A new urgency is gripping financial markets. Talk of a Federal Reserve rate increase next week is no longer the main conversation, with interest rate futures now pricing it as a near certainty. How quickly the Fed moves after March is now the hot topic.
US jobs growth has been the catalyst. A survey by ADP revealed on Wednesday that 298,000 private sector jobs were created in February, dwarfing the 187,000 that economists expected.
That breathed new life into the spluttering dollar, which made significant gains on the yen, and pushed the index measuring the greenback against its peers close to a two-month high. The 10-year Treasury yield at 2.58 per cent stands at its highest level since mid-December.
If the official government payrolls report on Friday delivers something similar to the ADP — estimates are currently 190,000 new jobs for February — it will only harden attention on how many quarter-point increases the Fed can deliver in 2017, with knock-on effects for the dollar, Treasuries and equities.
Such talk was already in the market before the ADP report. On Tuesday, Jeffrey “Bond King” Gundlach, DoubleLine Capital chief executive, told investors they should now expect an old-school pattern of “sequential” rate rises from the Fed, a pattern he says will continue until “something breaks”.
David Tepper, the billionaire investor at Appaloosa Management, echoed this sentiment on Wednesday, telling CNBC: “I personally think the Fed will raise more quickly.” Throw in some delivery of President [Donald] Trump’s much-promised stimulus package, and a faster rate hike pace becomes a sure thing, he added.
It is worth noting that the correlation between the ADP report and official payrolls data is not particularly strong, says Anthony Karydakis, chief economic strategist at Miller Tabak. Others question whether monthly fluctuations in the labour market mean much when the US has more or less reached full employment.
However, any sense from Friday’s report that private sector job creation is accelerating “would have the potential for a significant adverse effect on both Treasuries and equities”, says Mr Karydakis.
The bond market has been showing signs of unease, with the 10-year yield rising at a faster pace than that of the policy sensitive two-year note over the past week. Usually, the two-year sector bears the brunt of selling pressure when the Fed is seen lifting rates.
In a reversal of the typical pattern, the yield curve, or relationship between the two- and 10-year notes has become steeper. A steepening of the yield curve can signal investors’ concern that the Fed needs to tighten policy at a faster pace to keep on top of inflationary pressures.
The very low level of the term risk premium is also playing a role, some argue. Based on the New York Fed’s measure, the 10-year risk premium has fallen back below zero after climbing to 0.21 per cent in early January. In late 2013, the 10-year term premium was at 1.80 per cent.
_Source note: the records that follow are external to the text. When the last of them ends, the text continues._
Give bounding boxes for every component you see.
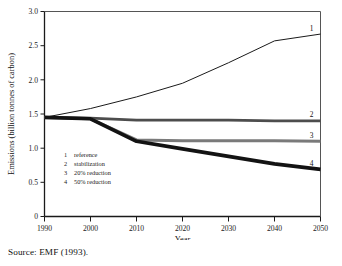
legend-label: reference — [74, 151, 98, 158]
y-tick-label: 2.5 — [29, 41, 39, 50]
data-series-group — [45, 34, 321, 169]
curve-end-labels: 1234 — [310, 24, 314, 168]
y-tick-label: 0.5 — [29, 178, 39, 187]
figure-container: 3.0 2.5 2.0 1.5 1.0 0.5 0 1990 2000 2010… — [0, 0, 342, 266]
series-line-1 — [45, 34, 321, 117]
legend-label: 20% reduction — [74, 169, 112, 176]
x-axis-ticks — [45, 217, 321, 222]
x-tick-label: 2040 — [267, 224, 282, 233]
curve-end-label-3: 3 — [310, 131, 314, 140]
legend-number: 1 — [64, 151, 67, 158]
x-tick-label: 2020 — [175, 224, 190, 233]
legend-label: stabilization — [74, 160, 106, 167]
legend-label: 50% reduction — [74, 178, 112, 185]
legend-number: 4 — [64, 178, 68, 185]
y-tick-label: 3.0 — [29, 7, 39, 16]
y-axis-tick-labels: 3.0 2.5 2.0 1.5 1.0 0.5 0 — [29, 7, 39, 221]
x-tick-label: 1990 — [37, 224, 52, 233]
curve-end-label-4: 4 — [310, 159, 314, 168]
y-axis-title: Emissions (billion tonnes of carbon) — [7, 53, 16, 175]
x-tick-label: 2000 — [83, 224, 98, 233]
legend: 1 reference 2 stabilization 3 20% reduct… — [64, 151, 112, 185]
plot-frame — [45, 12, 321, 217]
y-tick-label: 1.0 — [29, 144, 39, 153]
x-tick-label: 2030 — [221, 224, 236, 233]
x-tick-label: 2050 — [313, 224, 328, 233]
legend-number: 2 — [64, 160, 67, 167]
y-tick-label: 2.0 — [29, 76, 39, 85]
x-axis-tick-labels: 1990 2000 2010 2020 2030 2040 2050 — [37, 224, 328, 233]
legend-number: 3 — [64, 169, 67, 176]
curve-end-label-2: 2 — [310, 110, 314, 119]
y-tick-label: 0 — [34, 212, 38, 221]
y-tick-label: 1.5 — [29, 110, 39, 119]
source-caption: Source: EMF (1993). — [8, 247, 88, 257]
x-axis-title: Year — [175, 235, 191, 241]
curve-end-label-1: 1 — [310, 24, 314, 33]
emissions-line-chart: 3.0 2.5 2.0 1.5 1.0 0.5 0 1990 2000 2010… — [0, 0, 342, 240]
x-tick-label: 2010 — [129, 224, 144, 233]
William O’Donnell, a fixed-income strategist at Citi, says the term risk premium is too low, while the yield curve remains too flat given the current economic backdrop. Higher yields and a steeper curve beckon, he reckons, with a 3 per cent target for the yield on the 10-year note.
A more aggressive pace of rate rises from the Fed — starting with a shift in its dot plot of future interest rate projections or hints of a reduction in its balance sheet at next week’s meeting — would throw a curveball at the foreign-exchange market, particularly investors, analysts and traders who had confidently predicted a sustained dollar rally in the aftermath of Mr Trump’s election victory.
Those predictions were rudely upended by market disappointment with the early tenor of the Trump presidency, which cast doubt on the capacity of the new administration to deliver on promises of tax cuts and fiscal stimulus.
A revival in the dollar, inspired by Fed officials putting their foot on the accelerator, would reflect how the “old driver” of monetary policy is the key factor for markets while “the fiscal issue is stage left”, says Marc Chandler at Brown Brothers Harriman.
Then, of course, there is the larger question of what a more active Fed, and a hefty rise in bond yields, means for record high equity prices and credit markets. To equity bulls, higher interest rates reflect a stronger economy and the better prospects for corporate profitability that follow.
However, a key driver of the long bull run in US equity and credit markets has been the very low level of Treasury yields. Should a captive bond market break free of the shackles of low yields, the fallout may be a lot broader than many investors currently believe.
Mr O’Donnell warns that we may be on the cusp of a “sell everything” market as the threat of a much tighter Fed drains the liquidity punchbowl, hitting equities and the corporate bond market.
The old market adage of “three steps and a stumble”, or the propensity for stocks to sell off after a hat-trick of rate increases, is one Mr Chandler recognises. But he adds that this is a Fed that is still just shifting monetary policy “from super-easy to accommodative”.